Nikky joined in. “Isn’t it terrible enough?”

I opened Walch’s wallet. “I’d say not. We have to put Walch where he can’t do any more damage.” I took out the snapshot of the kid in the polar-bear suit. “Who’s this, Miss Millett?”

She shook her head, weeping.

“Her son.” I handed the snap to Hacklin. “Saw Tony down in Kentucky. Swell youngster. Even if he does look a little like his father, there.”

Walch was doubled over in pain, didn’t retort. Tildy stopped crying.

“How’d you find out?”

“When I was over at the Icequadrille rehearsal yesterday, I happened to see this picture. So I recognized the boy soon’s I saw him down in Lexington. He resembles you more than he does your sister, too. Seemed funny Walch’d have the boy’s photograph in his wallet — and yet none of the mother, who’s his main source of income. Thought it was queer, too, that Walch hadn’t been in your suite at the hotel more. Why he hadn’t gone to the Stack O’ Jack show with you. Agent getting ten percent of your salary ought to have been around to smooth things out for you.”

MacGregory grunted, “I’d wondered about that, myself. Even in spite of Nikky’s crack about his making Tildy nervous.”

“The principal thing” — I watched Hacklin and Schneider trying to find likenesses between Tony’s picture and the man in manacles; there weren’t too many; he really resembled Tildy more than Walch — “was the emphasis on Lexington. That farewell note Miss Millett sent to Lanerd — it said she couldn’t elope with him because of ‘the way things are.’ Since she’d been doing a lot of long-distancing to Lexington, and Lanerd told Hacklin she might be on her way there, I thought probably it might be the way things were, down in Kentucky, which caused her to change her mind about eloping.”

Nikky snapped, “So you had to hound her all the way to Kentucky, even when she wasn’t there!”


■ **Aim of the exercise**:
Each line below should be written out exactly, with none skipped.

Figure record extracts
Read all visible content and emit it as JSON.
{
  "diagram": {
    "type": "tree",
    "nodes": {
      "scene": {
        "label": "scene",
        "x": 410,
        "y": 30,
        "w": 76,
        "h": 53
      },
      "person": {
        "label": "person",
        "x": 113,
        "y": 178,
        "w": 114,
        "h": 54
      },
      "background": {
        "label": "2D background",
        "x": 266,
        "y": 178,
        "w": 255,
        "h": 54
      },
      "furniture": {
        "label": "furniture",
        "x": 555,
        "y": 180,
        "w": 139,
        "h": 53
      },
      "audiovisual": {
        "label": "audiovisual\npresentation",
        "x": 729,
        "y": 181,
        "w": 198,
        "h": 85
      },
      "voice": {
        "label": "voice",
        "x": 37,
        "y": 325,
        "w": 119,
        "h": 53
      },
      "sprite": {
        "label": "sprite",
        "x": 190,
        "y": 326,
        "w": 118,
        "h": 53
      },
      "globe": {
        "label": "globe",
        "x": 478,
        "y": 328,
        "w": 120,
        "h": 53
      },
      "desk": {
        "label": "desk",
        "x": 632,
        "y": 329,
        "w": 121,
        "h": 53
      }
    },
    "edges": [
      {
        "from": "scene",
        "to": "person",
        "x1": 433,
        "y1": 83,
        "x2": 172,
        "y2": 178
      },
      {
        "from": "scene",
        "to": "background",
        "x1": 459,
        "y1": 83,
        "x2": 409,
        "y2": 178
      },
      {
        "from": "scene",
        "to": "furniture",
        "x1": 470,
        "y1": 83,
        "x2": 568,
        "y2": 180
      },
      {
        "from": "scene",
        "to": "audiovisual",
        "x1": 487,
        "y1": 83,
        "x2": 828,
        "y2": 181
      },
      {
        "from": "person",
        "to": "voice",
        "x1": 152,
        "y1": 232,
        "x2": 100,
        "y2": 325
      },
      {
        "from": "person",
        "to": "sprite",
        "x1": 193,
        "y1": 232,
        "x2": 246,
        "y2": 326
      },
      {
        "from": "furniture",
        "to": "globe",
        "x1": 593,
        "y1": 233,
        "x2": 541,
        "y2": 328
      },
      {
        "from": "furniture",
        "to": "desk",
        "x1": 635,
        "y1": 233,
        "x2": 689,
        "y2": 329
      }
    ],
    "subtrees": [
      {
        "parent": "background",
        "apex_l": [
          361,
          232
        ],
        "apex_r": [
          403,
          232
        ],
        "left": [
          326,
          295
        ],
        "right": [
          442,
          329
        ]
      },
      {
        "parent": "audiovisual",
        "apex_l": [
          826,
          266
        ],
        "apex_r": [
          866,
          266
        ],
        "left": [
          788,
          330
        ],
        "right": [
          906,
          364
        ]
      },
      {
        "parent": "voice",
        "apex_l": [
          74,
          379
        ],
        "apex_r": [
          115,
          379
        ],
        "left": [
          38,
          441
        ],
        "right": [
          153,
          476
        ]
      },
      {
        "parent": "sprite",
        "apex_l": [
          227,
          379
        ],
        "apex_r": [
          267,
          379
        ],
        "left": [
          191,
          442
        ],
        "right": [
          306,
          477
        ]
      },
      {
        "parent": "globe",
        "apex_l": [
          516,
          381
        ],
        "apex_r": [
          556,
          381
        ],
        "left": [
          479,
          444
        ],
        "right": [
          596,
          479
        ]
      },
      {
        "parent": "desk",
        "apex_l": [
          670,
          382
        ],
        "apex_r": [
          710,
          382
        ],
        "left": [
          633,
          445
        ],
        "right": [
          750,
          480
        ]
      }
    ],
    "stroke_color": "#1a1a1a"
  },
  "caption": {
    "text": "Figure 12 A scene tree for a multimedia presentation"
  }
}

■ **Response to the exercise**:
Read all visible content and emit it as JSON.
{
  "diagram": {
    "type": "tree",
    "nodes": {
      "scene": {
        "label": "scene",
        "x": 410,
        "y": 30,
        "w": 76,
        "h": 53
      },
      "person": {
        "label": "person",
        "x": 113,
        "y": 178,
        "w": 114,
        "h": 54
      },
      "background": {
        "label": "2D background",
        "x": 266,
        "y": 178,
        "w": 255,
        "h": 54
      },
      "furniture": {
        "label": "furniture",
        "x": 555,
        "y": 180,
        "w": 139,
        "h": 53
      },
      "audiovisual": {
        "label": "audiovisual\npresentation",
        "x": 729,
        "y": 181,
        "w": 198,
        "h": 85
      },
      "voice": {
        "label": "voice",
        "x": 37,
        "y": 325,
        "w": 119,
        "h": 53
      },
      "sprite": {
        "label": "sprite",
        "x": 190,
        "y": 326,
        "w": 118,
        "h": 53
      },
      "globe": {
        "label": "globe",
        "x": 478,
        "y": 328,
        "w": 120,
        "h": 53
      },
      "desk": {
        "label": "desk",
        "x": 632,
        "y": 329,
        "w": 121,
        "h": 53
      }
    },
    "edges": [
      {
        "from": "scene",
        "to": "person",
        "x1": 433,
        "y1": 83,
        "x2": 172,
        "y2": 178
      },
      {
        "from": "scene",
        "to": "background",
        "x1": 459,
        "y1": 83,
        "x2": 409,
        "y2": 178
      },
      {
        "from": "scene",
        "to": "furniture",
        "x1": 470,
        "y1": 83,
        "x2": 568,
        "y2": 180
      },
      {
        "from": "scene",
        "to": "audiovisual",
        "x1": 487,
        "y1": 83,
        "x2": 828,
        "y2": 181
      },
      {
        "from": "person",
        "to": "voice",
        "x1": 152,
        "y1": 232,
        "x2": 100,
        "y2": 325
      },
      {
        "from": "person",
        "to": "sprite",
        "x1": 193,
        "y1": 232,
        "x2": 246,
        "y2": 326
      },
      {
        "from": "furniture",
        "to": "globe",
        "x1": 593,
        "y1": 233,
        "x2": 541,
        "y2": 328
      },
      {
        "from": "furniture",
        "to": "desk",
        "x1": 635,
        "y1": 233,
        "x2": 689,
        "y2": 329
      }
    ],
    "subtrees": [
      {
        "parent": "background",
        "apex_l": [
          361,
          232
        ],
        "apex_r": [
          403,
          232
        ],
        "left": [
          326,
          295
        ],
        "right": [
          442,
          329
        ]
      },
      {
        "parent": "audiovisual",
        "apex_l": [
          826,
          266
        ],
        "apex_r": [
          866,
          266
        ],
        "left": [
          788,
          330
        ],
        "right": [
          906,
          364
        ]
      },
      {
        "parent": "voice",
        "apex_l": [
          74,
          379
        ],
        "apex_r": [
          115,
          379
        ],
        "left": [
          38,
          441
        ],
        "right": [
          153,
          476
        ]
      },
      {
        "parent": "sprite",
        "apex_l": [
          227,
          379
        ],
        "apex_r": [
          267,
          379
        ],
        "left": [
          191,
          442
        ],
        "right": [
          306,
          477
        ]
      },
      {
        "parent": "globe",
        "apex_l": [
          516,
          381
        ],
        "apex_r": [
          556,
          381
        ],
        "left": [
          479,
          444
        ],
        "right": [
          596,
          479
        ]
      },
      {
        "parent": "desk",
        "apex_l": [
          670,
          382
        ],
        "apex_r": [
          710,
          382
        ],
        "left": [
          633,
          445
        ],
        "right": [
          750,
          480
        ]
      }
    ],
    "stroke_color": "#1a1a1a"
  },
  "caption": {
    "text": "Figure 12 A scene tree for a multimedia presentation"
  }
}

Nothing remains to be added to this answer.